On 22 June, 11 days into the hack, the domain name problem finally killed the company: it lost its domain registration accreditation. The governing body gave two hours’ notice that it would enable the transfer of all Distribute.IT’s 200,000 domain name clients to competitors.
With the clock ticking, Woerndle had two options: trigger a chaotic commercial business and legal fallout; or sell, immediately. In a five-minute phone call, competitor Netregistry agreed to buy Distribute.IT’s assets. That evening, the governing body stood down; the next morning, Netregistry representatives arrived with a bank cheque. Woerndle handed them the keys, introduced them to the few remaining staff, and went home.
The wash-up
Over the next 18 months, Woerndle says, he worked to liquidate the corporate entity. Events confirmed that he had “lost everything”.
Woerndle says he was later told that the hacker was a relatively inexperienced hacker – he had taught himself basic techniques by watching YouTube videos. Rather than target Distribute.IT, he had launched similar attacks at more than 100 businesses, simply hoping to find a vulnerability somewhere.
Woerndle has spent the years since the attack advising businesses on cyber security. With his brother he is co-founder and co-CEO of MyEmpire Group, a cybersecurity firm. They bill MyEmpire as “the answer to ‘what would have saved us last time’.”
Epilogue: 5 lessons from the ashes
Alex Woerndle identifies at least five key lessons from the destruction of his company, applicable to any business facing a cyber-attack.

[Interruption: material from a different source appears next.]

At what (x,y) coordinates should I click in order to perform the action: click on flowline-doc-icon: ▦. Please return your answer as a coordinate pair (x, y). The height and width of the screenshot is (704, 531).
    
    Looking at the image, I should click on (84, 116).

- Manage the human impact: In a disaster, the well-being of the response team is critical. Without plans for rotating key people, exhaustion will lead to poor decisions and long-term mental health consequences.
- Master the fundamentals: Three fundamentals – using unique user accounts, enforcing passwords stored in a secure vault, and activating multi-factor authentication (MFA) – are central to keeping intruders out. These must be enforced wherever possible.
- Control the narrative: In a crisis, communication breaks down internally and externally. A clear plan for communicating with staff, clients, media, and regulators is essential to prevent inefficiency, anger, and rumour from spiralling out of control.
- Plan and test for disaster: Most firms are unprepared for a major incident. They need an incident response plan. That plan should be integrated with a business continuity plan. Both plans should be tested in non-stressful situations, to ensure they work and to clarify who makes critical decisions.
- Understand your supply chain: Many breaches now come through third-party suppliers. Businesses must know which suppliers hold their data, and what security measures those suppliers have in place. Do not assume your IT provider is managing all your cyber risk.